Hugh Greenway, The Elliot Foundation: My guide to running a successful MAT (part 2)

Arbor - 4 November, 2018

Category : Blog

Hugh Greenway, The Elliot Foundation: My guide to running a successful MAT (part 2)

Hugh Greenway, CEO of the Elliot Foundation, recently spoke at our MAT conference Scaling Sustainably: Centralisation vs. School Autonomy. This blog is the second part of a two-part blog series on his presentation – in part 1, Hugh spoke about the challenge of scaling a MAT without adequate funding. Here, he goes on to say

Hugh Greenway, CEO of the Elliot Foundation, recently spoke at our MAT conference Scaling Sustainably: Centralisation vs. School Autonomy. This blog is the second part of a two-part blog series on his presentation – in part 1, Hugh spoke about the challenge of scaling a MAT without adequate funding. Here, he goes on to say that creating trust among the people in your MAT is crucial to running a successful operation. We’ve transcribed part two of his presentation below.

Creating something from nothing

In order to successfully create a school-led system, we must ask ourselves two questions:

Question 1: Am I doing everything I can to improve outcomes for as many children as possible with the resources available to me today?

Question 2: Are the outcomes good enough?

The difficulty with Q1 is that it can make it difficult to get out of bed some mornings. Therefore, you have to find different ways and different people to help you ask the question in different ways. This is my latest version:

The questions that need to be asked are as follows: Are all children safe? Where do they learn? What do they learn? How do they learn? Who do they learn from? Can we pay for it? Does it work? Is it compliant?

Each of these questions relates back to a relevant operational part of the MAT, about which we can ask various questions to see if we are creating the best learning environment for our children using what we have available to us.  

Think about your finances, for example. If you think that you’ve saved money on photocopiers and/or stationery, you probably haven’t. You just think you have. I can tell you that by implementing print management and switching off colour printing, you can save up to 50% on your print costs now. Schools don’t actually need to print in colour. But here’s the thing: your photocopy costs will be less than 1% of total costs, so even saving you 50% will only deliver a 0.33 of 1% point saving – which might not be worth the uproar you will face from teachers!

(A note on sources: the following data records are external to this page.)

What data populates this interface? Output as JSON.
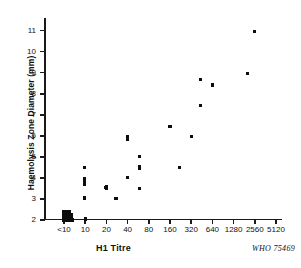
{
  "chart_data": {
    "type": "scatter",
    "title": "",
    "xlabel": "H1 Titre",
    "ylabel": "Haemolysis Zone Diameter (mm)",
    "credit": "WHO 75469",
    "grid": false,
    "legend": null,
    "x_tick_labels": [
      "<10",
      "10",
      "20",
      "40",
      "80",
      "160",
      "320",
      "640",
      "1280",
      "2560",
      "5120"
    ],
    "y_tick_labels": [
      "2",
      "3",
      "4",
      "5",
      "6",
      "7",
      "8",
      "9",
      "10",
      "11"
    ],
    "ylim": [
      2,
      11.6
    ],
    "x_scale": "log2-categorical",
    "points": [
      {
        "titre": "<10",
        "x_index": 0.0,
        "y": 2.0
      },
      {
        "titre": "<10",
        "x_index": 0.1,
        "y": 2.0
      },
      {
        "titre": "<10",
        "x_index": 0.2,
        "y": 2.0
      },
      {
        "titre": "<10",
        "x_index": 0.3,
        "y": 2.0
      },
      {
        "titre": "<10",
        "x_index": 0.42,
        "y": 2.0
      },
      {
        "titre": "<10",
        "x_index": 0.0,
        "y": 2.12
      },
      {
        "titre": "<10",
        "x_index": 0.12,
        "y": 2.12
      },
      {
        "titre": "<10",
        "x_index": 0.24,
        "y": 2.12
      },
      {
        "titre": "<10",
        "x_index": 0.36,
        "y": 2.12
      },
      {
        "titre": "<10",
        "x_index": 0.0,
        "y": 2.26
      },
      {
        "titre": "<10",
        "x_index": 0.12,
        "y": 2.26
      },
      {
        "titre": "<10",
        "x_index": 0.24,
        "y": 2.26
      },
      {
        "titre": "<10",
        "x_index": 0.36,
        "y": 2.26
      },
      {
        "titre": "<10",
        "x_index": 0.0,
        "y": 2.4
      },
      {
        "titre": "<10",
        "x_index": 0.13,
        "y": 2.4
      },
      {
        "titre": "<10",
        "x_index": 0.26,
        "y": 2.4
      },
      {
        "titre": "10",
        "x_index": 1.0,
        "y": 2.05
      },
      {
        "titre": "10",
        "x_index": 0.98,
        "y": 3.05
      },
      {
        "titre": "10",
        "x_index": 0.98,
        "y": 3.7
      },
      {
        "titre": "10",
        "x_index": 0.98,
        "y": 3.8
      },
      {
        "titre": "10",
        "x_index": 0.98,
        "y": 3.95
      },
      {
        "titre": "10",
        "x_index": 0.98,
        "y": 4.5
      },
      {
        "titre": "20",
        "x_index": 1.95,
        "y": 3.55
      },
      {
        "titre": "20",
        "x_index": 2.0,
        "y": 3.6
      },
      {
        "titre": "20",
        "x_index": 2.0,
        "y": 3.5
      },
      {
        "titre": "30",
        "x_index": 2.45,
        "y": 3.02
      },
      {
        "titre": "40",
        "x_index": 3.0,
        "y": 4.02
      },
      {
        "titre": "40",
        "x_index": 3.0,
        "y": 5.82
      },
      {
        "titre": "40",
        "x_index": 3.0,
        "y": 5.98
      },
      {
        "titre": "60",
        "x_index": 3.55,
        "y": 3.5
      },
      {
        "titre": "60",
        "x_index": 3.55,
        "y": 4.45
      },
      {
        "titre": "60",
        "x_index": 3.58,
        "y": 4.52
      },
      {
        "titre": "60",
        "x_index": 3.55,
        "y": 5.02
      },
      {
        "titre": "160",
        "x_index": 5.0,
        "y": 6.45
      },
      {
        "titre": "220",
        "x_index": 5.45,
        "y": 4.48
      },
      {
        "titre": "320",
        "x_index": 6.0,
        "y": 5.98
      },
      {
        "titre": "480",
        "x_index": 6.45,
        "y": 7.45
      },
      {
        "titre": "480",
        "x_index": 6.45,
        "y": 8.68
      },
      {
        "titre": "640",
        "x_index": 7.0,
        "y": 8.42
      },
      {
        "titre": "1900",
        "x_index": 8.65,
        "y": 8.98
      },
      {
        "titre": "2560",
        "x_index": 9.0,
        "y": 10.95
      }
    ]
  }
}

The benefits of good governance

The real savings come from building trust with your people. At the beginning of the previous blog, I said that there were no volume discounts on teachers. Well, you can save money on them by treating them better.

This in turn leads to systems which transcend individual schools. If you think about your trust as a tent that needs to be kept upright against any inclement weather, then you need guy ropes. Each guy rope represents a golden thread that runs through the organisation.

In order to be sure that things are as good as they can be you need to check the tension on the guy rope. The inputs and the outputs.

How do we know that all children are safe or that the provision of education is improving? What evidence do we have? And what do we then do with that evidence? Which employee is responsible? Which trustee and which committee has oversight and what does good look like?

For example:

  • The inputs to ‘educationally improving’ are simple: OFSTED reports, phonics, KS1 & KS2 results, RSC letters etc.
  • The outputs are academy improvement plans linked to budgets, TATA reports, and trust/school improvement priorities. The employee responsible for this is me. The Committee is “Standards” and the Trustee is the Chair of Standards. But stakeholders engaged with a sense of agency is more nuanced

Obviously there needs to be a limit to the number of guy ropes, because otherwise you’d spend all your time running round and never get to sleep in your tent.

For those who find that analogy a bit fluffy, here is a slightly harder nosed way of looking at the current way I look at our system:

In brief, the Trust board is accountable to the DfE, which in turn is accountable to the children and the community. Within the the MAT, the staff are accountable to the principal, who reports to regional directors, who report to the CEO. There is then a web of support and representation that links the finance committee, LGBs, the audit committee and the standards committee, as well as NUC unions, an ops group and the principals’ council. A feedback loop runs through the MAT, connecting children to staff, staff to principals and principals to the CEO & trust board.

No roadblocks or concentrations of power.

But, at the end of the day it comes down to trust, and that is where we turn our greatest weakness into our greatest strength. Because if we can deploy our values in such a way that they generate value, then we all have a chance.